Page 32 - LOTN Summer Issue 47 2021
P. 32

FAITH AND CULTURE








































                    A fresco from the Civic Museum of Lecco shows the city as it would have looked in the 17th century.
        of Europe”. More than 25,000 North Africans have tragically  other  plague-sufferers.  Given  the  present  coronavirus
        lost their lives trying to cross the Mediterranean, to begin  pandemic, we can all too readily imagine the horrific scenes
        a new life for themselves in the land of Jorge Bergoglio’s  that were accurately depicted by Manzoni, and were based
        ancestors. It is little wonder then that the Pope, given his  on a contemporary eyewitness account. 4
        own family history, could understand and sympathise    In his August 2013 interview with Fr. Antonio Spadaro,
        with their plight. In his powerful homily of 8 July 2013,  the  editor  of  the  Jesuit  journal  Civiltà  Cattolica,  Pope
        during the Mass at the Arena Sports Camp on Lampedusa,  Francis used this very image to describe his vision of the
        Francis asked the following question: “Who is responsible  Church as a tender mother, able to heal wounds and to
        for this blood?” By way of answer, he actually cited one of  warm the hearts of the faithful: “I see the Church as a field-
        Manzoni’s own villainous characters in The Betrothed: “Here  hospital. It is useless to ask a seriously-injured person if
        we can think of Manzoni’s character –  “the Unnamed”.  he has high cholesterol and about the level of his blood
        The globalization of indifference makes us all “unnamed”,  sugars! You have to heal his wounds. Then we talk about
        responsible,  yet  nameless  and  faceless.”   Pope  Francis  is  everything else.” It is surely no accident that the Pope had
                                            3
        keen to attend to those on the margins, whether in a literal  a copy of The Betrothed on his desk during the interview.

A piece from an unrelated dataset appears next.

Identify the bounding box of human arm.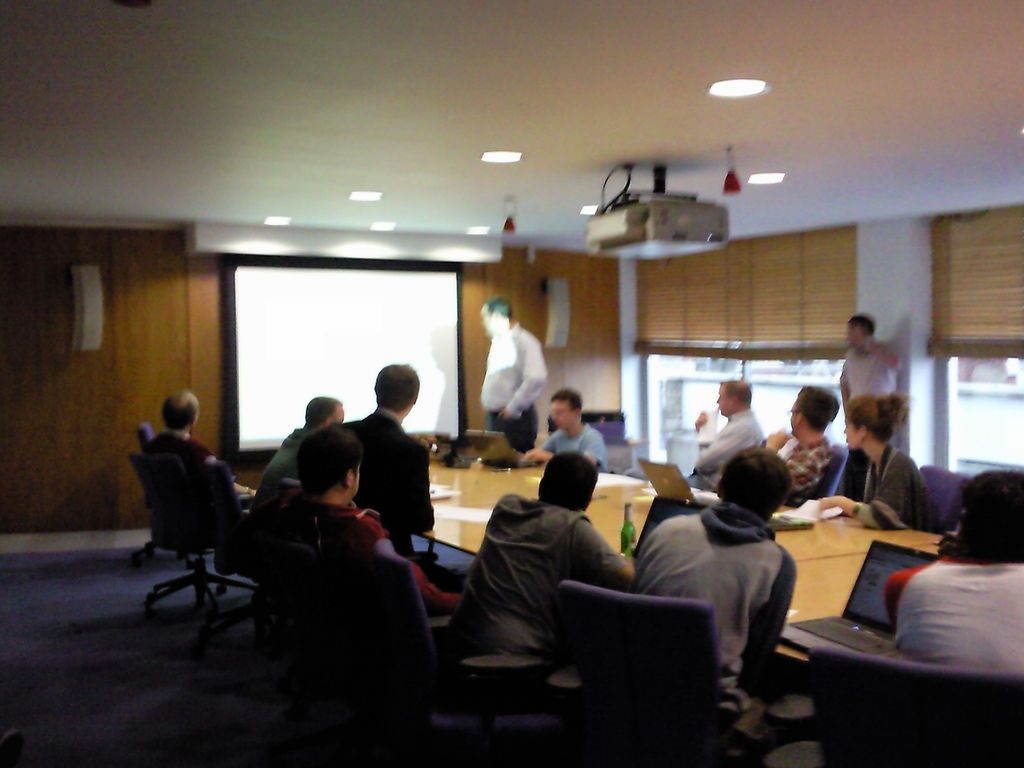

        or figurative sense, and he is impelled by a strong sense of  For Austen Ivereigh, the  lazzaretto is an “extraordinarily
        defending the dignity of every human being, and of having  powerful” metaphor for the Church “as a channel of mercy,
        a ‘preferential option for the poor’.                 rather than a regulator and rule maker.”  5
          At the conclusion of  The  Betrothed, the two separated   There are numerous reasons to read The Betrothed: it is
        lovers are joyfully reunited amidst the gruesome backdrop  a story that represents universal and timeless values, such
        of plague-ridden Milan, and are finally able to marry. Renzo  as good versus evil, and the oppression of the poor by the
        discovers Lucia in a lazzaretto, or makeshift hospital, where  powerful, who are eventually cast down (“he has put down
        our poor heroine is languishing, together with some 16,000  the mighty from their thrones and raised up the lowly”); it
                                                              exalts the virtues of chastity, patience, and perseverance
                                                              – and is thus instructive for engaged couples; and it also
          For a discussion of the medieval Florentine poet Dante   represents the relationship between God and us, His
         1
        Alighieri, see the previous edition of Light of the North (issue   people.
        46, Spring 2021).                                      I leave the final word with the Holy Father. During the
         2
           Austen Ivereigh, The Great Reformer: Francis and the Making   General Audience of 27 May 2015, Pope Francis made the
        of a Radical Pope (London: Allen & Unwin, 2014), pp. 14-15.  following declaration: “God, too, when he speaks of the
             https://www.vatican.va/content/francesco/en/homilies/2013/  covenant with His people, does so several times in terms of
         3
        documents/papa-francesco_20130708_omelia-lampedusa.html  betrothal. The road the Lord takes with his people on this
           Giuseppe Ripamonti, De peste quae fuit anno 1630 (published   betrothal journey is a long one. At the end, God espouses
         4
        in 1640).                                             his people in Jesus Christ. In Jesus He marries the Church.
         5
           Ivereigh, The Great Reformer, p. 169.